BEGIN Records provided

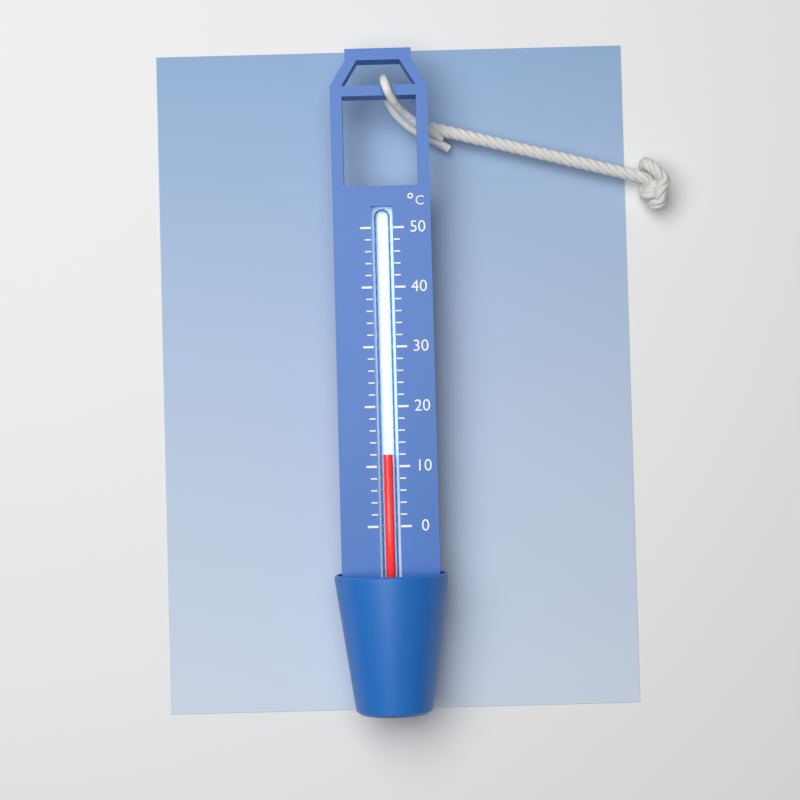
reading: 12 °C
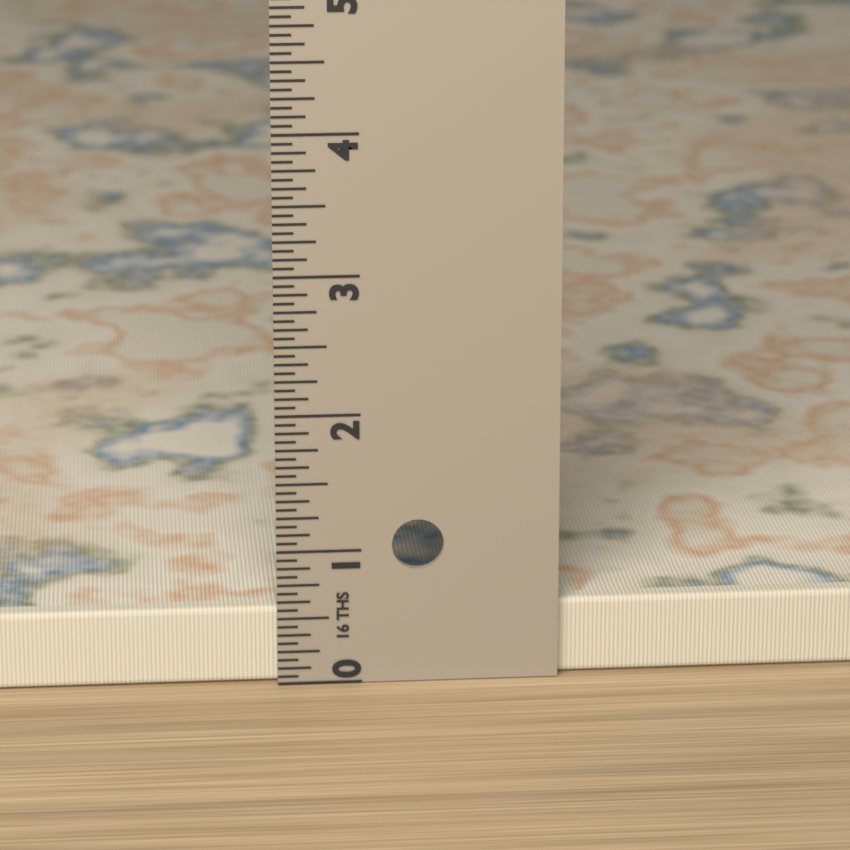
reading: 0.5625 in
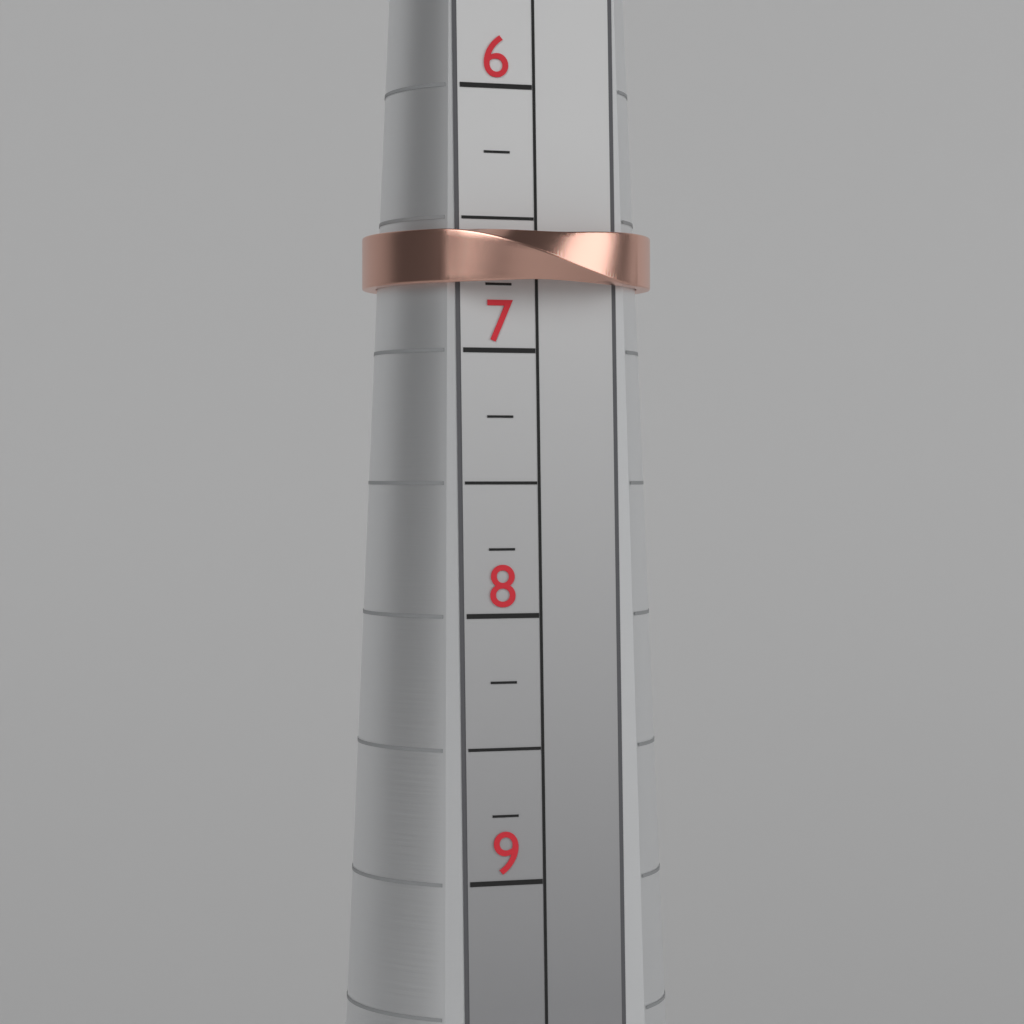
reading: 6.75 (no unit)
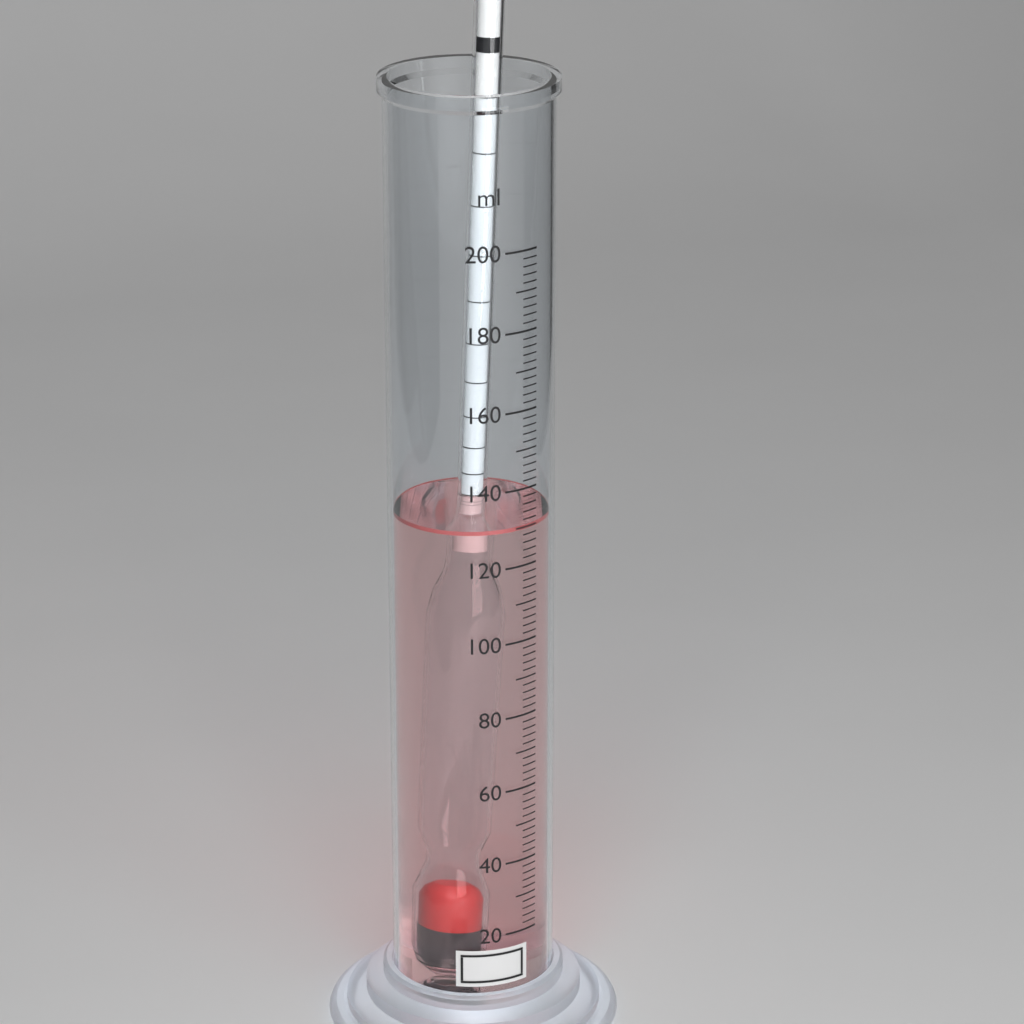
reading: 130 ml
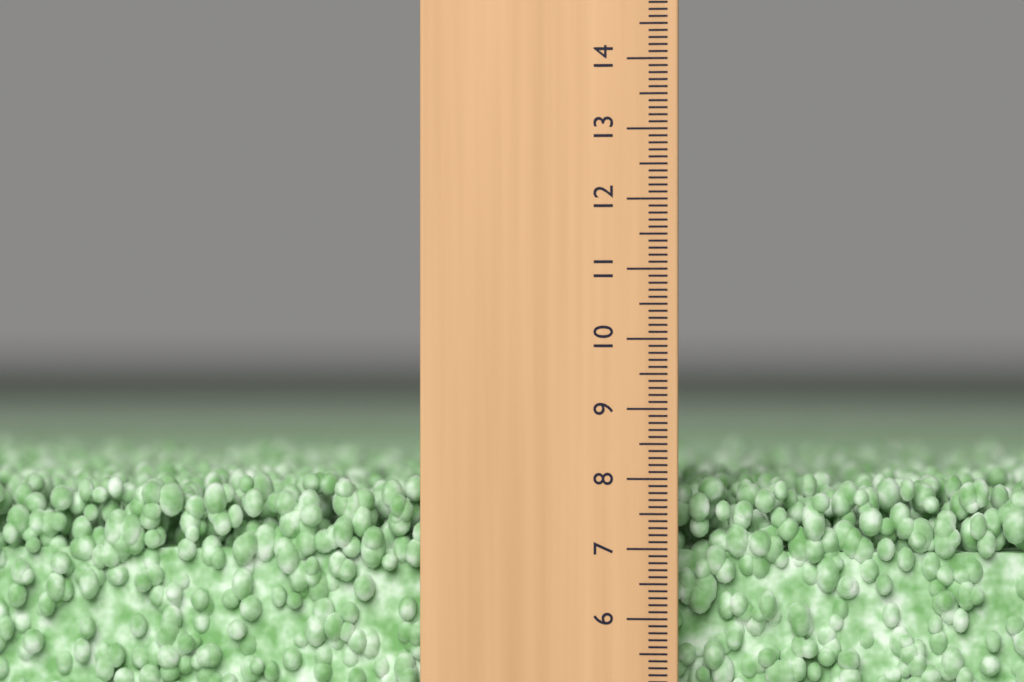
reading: 8.0 (no unit)
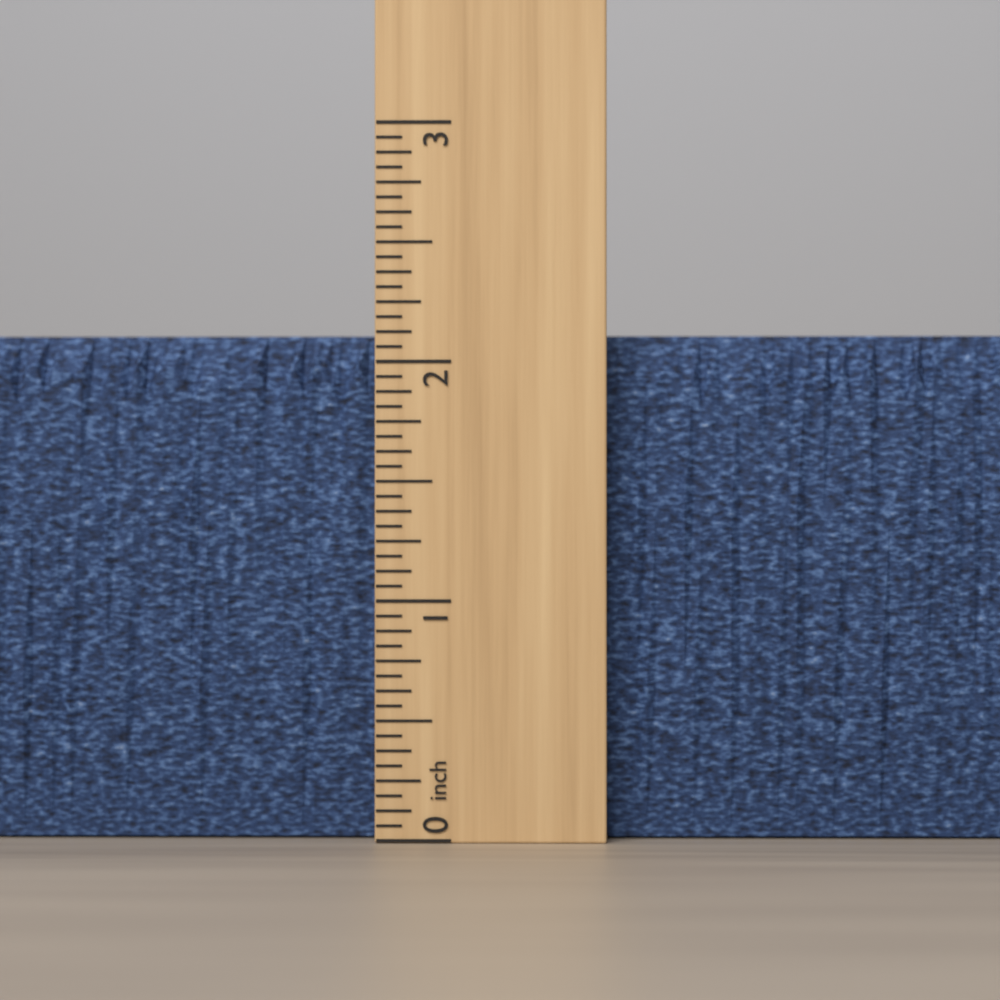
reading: 2.1250 inch
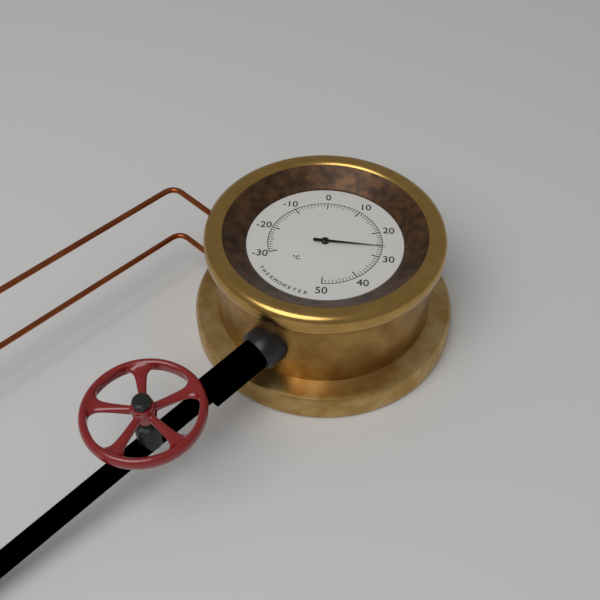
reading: 26 °C
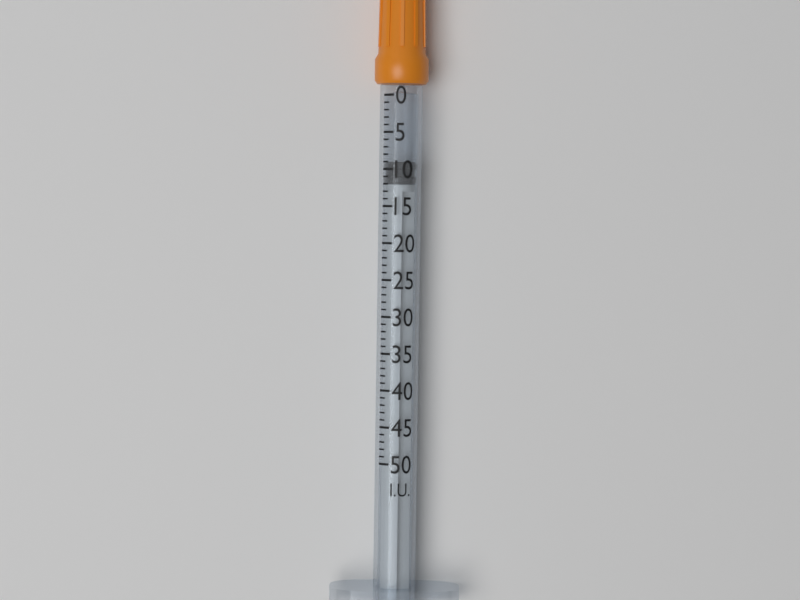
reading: 9 I.U.
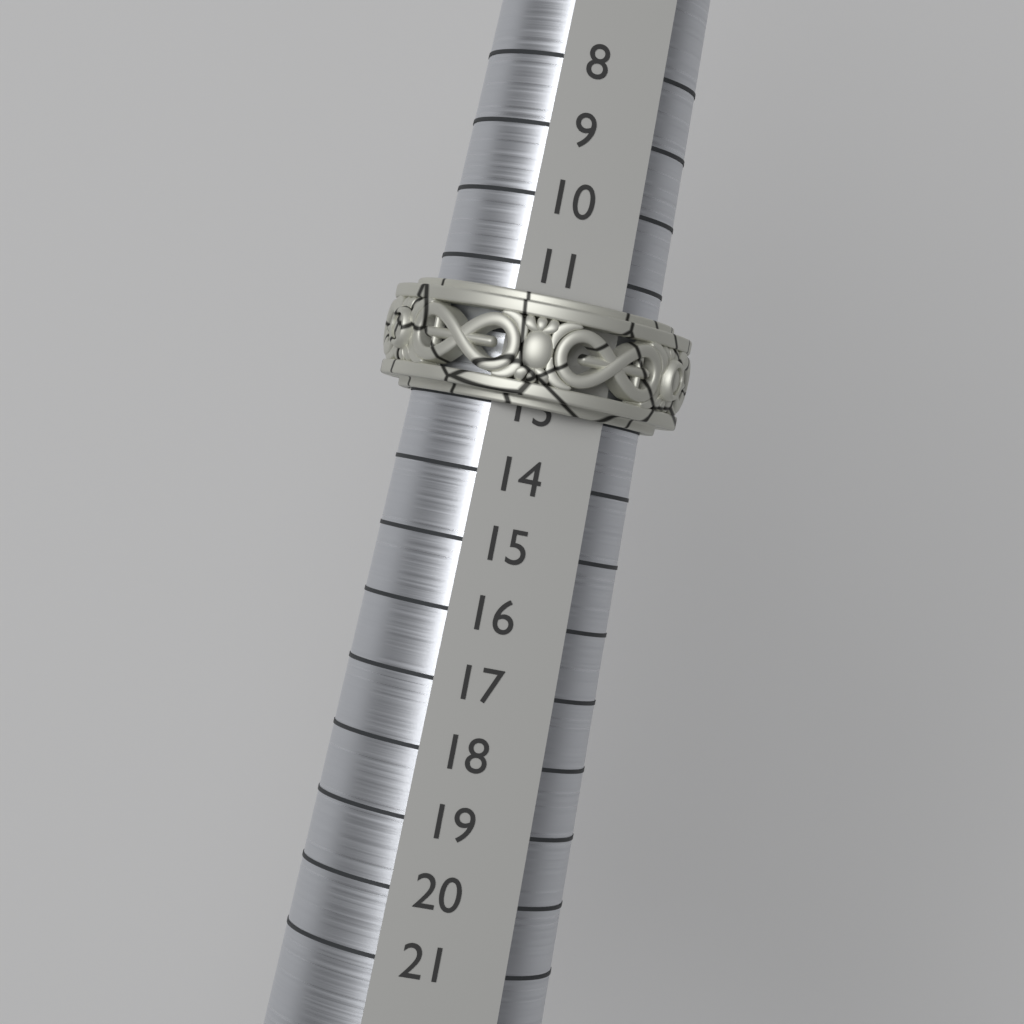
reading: 13 (no unit)
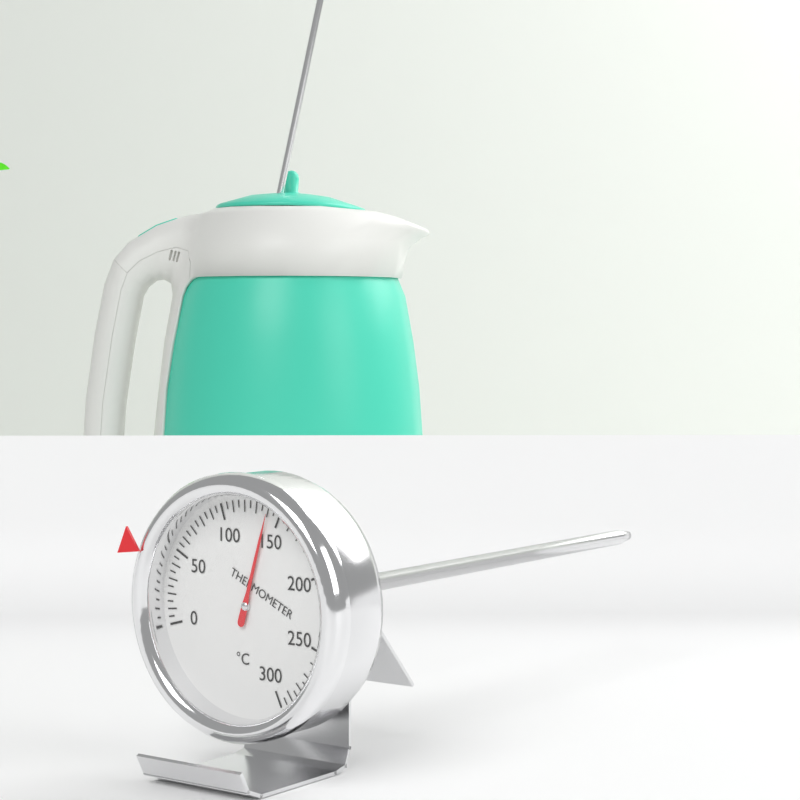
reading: 140 °C
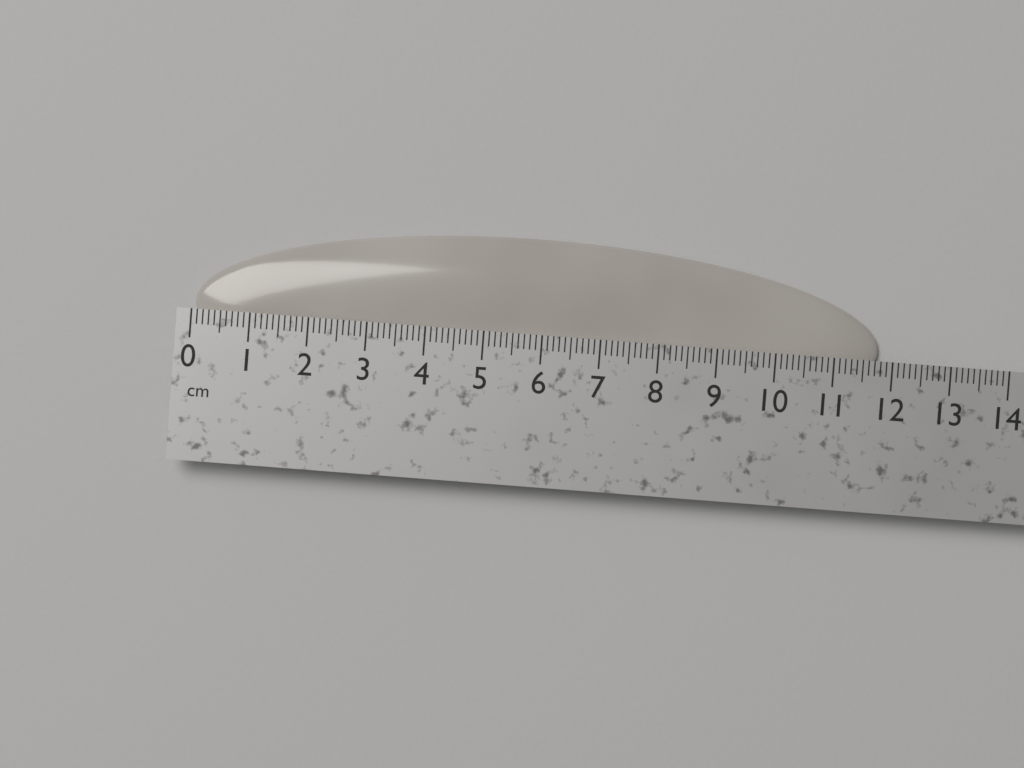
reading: 11.8 cm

END Records provided

Directions = The task calls for all records to be set down precisely, excluding any images.

Task result =
reading: 12 °C
reading: 0.5625 in
reading: 6.75 (no unit)
reading: 130 ml
reading: 8.0 (no unit)
reading: 2.1250 inch
reading: 26 °C
reading: 9 I.U.
reading: 13 (no unit)
reading: 140 °C
reading: 11.8 cm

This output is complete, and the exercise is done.